In a move that some scientists say raises serious ethical questions, researchers have for the first time embryos that are a hybrid of human and monkey cells.
Juan Carlos Izpisua Belmonte, a professor in the Gene Expression Laboratories at the Salk Institute for Biological Studies in La Jolla, California, says that the research could one day slash waiting lists of organ transplants.
"The demand for that is much higher than the supply," he says.
Writing the scientific journal Cell, he describes how his team injected 25 iPS, or induced pluripotent stem cells, from humans into a number of macaque monkey embryos.
Over 100 of the embryos remained viable, enabling the scientists to study how the different types of cells interacted.
"Our goal is not to generate any new organism, any monster," Belmonte stressed.
"And we are not doing anything like that. We are trying to understand how cells from different organisms communicate with one another.
"This knowledge will allow us to go back now and try to re-engineer these pathways that are successful for allowing appropriate development of human cells in these other animals," he added.
"We are very, very excited."
However, Professor Julian Savulescu, a director of the Oxford Uehiro Centre for Practical Ethics and co-director of the Wellcome Centre for Ethics and Humanities, University of Oxford, told Irish News that the research "opens Pandora’s box to human-nonhuman chimaeras".
Chimaeras are creatures that retain the properties of two distinct species. In May last year, researchers deliberately created a human-mouse chimaera in order to study deep questions about disease and ageing.
Another team, working in China, has engineered embryos that were pig-monkey hybrids.
But work of this kind raises serious ethical questions. Kirstin Matthews, a fellow for science and technology at Rice University's Baker Institute, says the work blurs the line between what is and isn't human.
Speaking to NPR, Professor Matthews said: "Should it be regulated as human because it has a significant proportion of human cells in it? Or should it be regulated just as an animal? Or something else?
"At what point are you taking something and using it for organs, when it actually is starting to think and have logic?"
She added: "I think the public is going to be concerned, and I am as well, that we're just kind of pushing forward with science without having a proper conversation about what we should or should not do."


_Task directions_. Please give back the listing below word for word, without the images.
*** Listed records Section Begins ***
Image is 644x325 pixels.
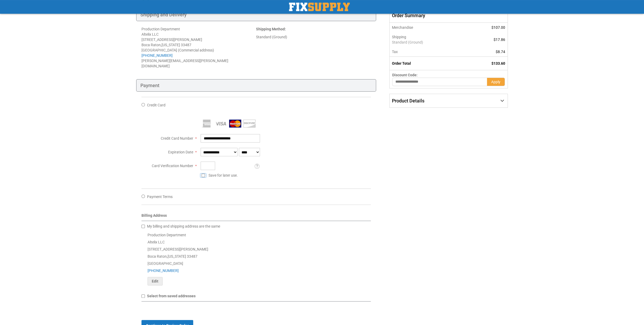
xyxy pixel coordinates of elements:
span: [US_STATE] [161,43,180,47]
span: Edit [152,279,158,283]
img: American Express [200,120,213,127]
img: Visa [215,120,227,127]
th: Tax [389,47,467,57]
img: MasterCard [229,120,241,127]
img: Discover [243,120,256,127]
div: Production Department Altelix LLC [STREET_ADDRESS][PERSON_NAME] Boca Raton , 33487 [GEOGRAPHIC_DATA] [142,232,371,285]
span: Product Details [392,98,424,103]
span: Order Summary [389,8,508,23]
div: Billing Address [142,213,371,221]
span: $17.86 [494,38,505,42]
span: $133.60 [491,61,505,65]
span: Shipping Method [256,27,285,31]
span: My billing and shipping address are the same [147,224,220,228]
span: Select from saved addresses [147,294,195,298]
span: [PERSON_NAME][EMAIL_ADDRESS][PERSON_NAME][DOMAIN_NAME] [142,58,228,68]
div: Standard (Ground) [256,34,370,40]
address: Production Department Altelix LLC [STREET_ADDRESS][PERSON_NAME] Boca Raton , 33487 [GEOGRAPHIC_DA... [142,26,256,68]
strong: Order Total [392,61,411,65]
span: Discount Code: [392,73,417,77]
span: Shipping [392,35,406,39]
a: [PHONE_NUMBER] [148,268,179,273]
button: Edit [148,277,163,285]
span: Payment Terms [147,194,172,199]
span: Card Verification Number [152,164,193,168]
img: Fix Industrial Supply [289,3,350,11]
span: $107.00 [491,25,505,29]
div: Shipping and Delivery [136,8,376,21]
div: Payment [136,79,376,92]
span: Credit Card Number [161,136,193,140]
th: Merchandise [389,23,467,32]
span: [US_STATE] [168,254,186,258]
span: Credit Card [147,103,165,107]
span: $8.74 [496,50,505,54]
a: store logo [289,3,350,11]
span: Expiration Date [168,150,193,154]
a: [PHONE_NUMBER] [142,53,172,57]
strong: : [256,27,286,31]
span: Standard (Ground) [392,40,464,45]
span: Apply [491,80,501,84]
button: Apply [487,78,505,86]
span: Save for later use. [209,173,238,177]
*** Listed records Section Ends ***
_Solution for this exercise_.
Image is 644x325 pixels.
xyxy pixel coordinates of elements:
span: [US_STATE] [161,43,180,47]
span: Edit [152,279,158,283]
img: American Express [200,120,213,127]
img: Visa [215,120,227,127]
th: Tax [389,47,467,57]
img: MasterCard [229,120,241,127]
img: Discover [243,120,256,127]
div: Production Department Altelix LLC [STREET_ADDRESS][PERSON_NAME] Boca Raton , 33487 [GEOGRAPHIC_DATA] [142,232,371,285]
span: Product Details [392,98,424,103]
span: Order Summary [389,8,508,23]
div: Billing Address [142,213,371,221]
span: $17.86 [494,38,505,42]
span: $133.60 [491,61,505,65]
span: Shipping Method [256,27,285,31]
span: My billing and shipping address are the same [147,224,220,228]
span: Select from saved addresses [147,294,195,298]
span: [PERSON_NAME][EMAIL_ADDRESS][PERSON_NAME][DOMAIN_NAME] [142,58,228,68]
div: Standard (Ground) [256,34,370,40]
address: Production Department Altelix LLC [STREET_ADDRESS][PERSON_NAME] Boca Raton , 33487 [GEOGRAPHIC_DA... [142,26,256,68]
strong: Order Total [392,61,411,65]
span: Discount Code: [392,73,417,77]
span: Shipping [392,35,406,39]
a: [PHONE_NUMBER] [148,268,179,273]
button: Edit [148,277,163,285]
span: Payment Terms [147,194,172,199]
span: Card Verification Number [152,164,193,168]
img: Fix Industrial Supply [289,3,350,11]
span: $107.00 [491,25,505,29]
div: Shipping and Delivery [136,8,376,21]
div: Payment [136,79,376,92]
span: Credit Card Number [161,136,193,140]
th: Merchandise [389,23,467,32]
span: [US_STATE] [168,254,186,258]
span: Credit Card [147,103,165,107]
span: $8.74 [496,50,505,54]
a: store logo [289,3,350,11]
span: Expiration Date [168,150,193,154]
a: [PHONE_NUMBER] [142,53,172,57]
strong: : [256,27,286,31]
span: Standard (Ground) [392,40,464,45]
span: Apply [491,80,501,84]
button: Apply [487,78,505,86]
span: Save for later use. [209,173,238,177]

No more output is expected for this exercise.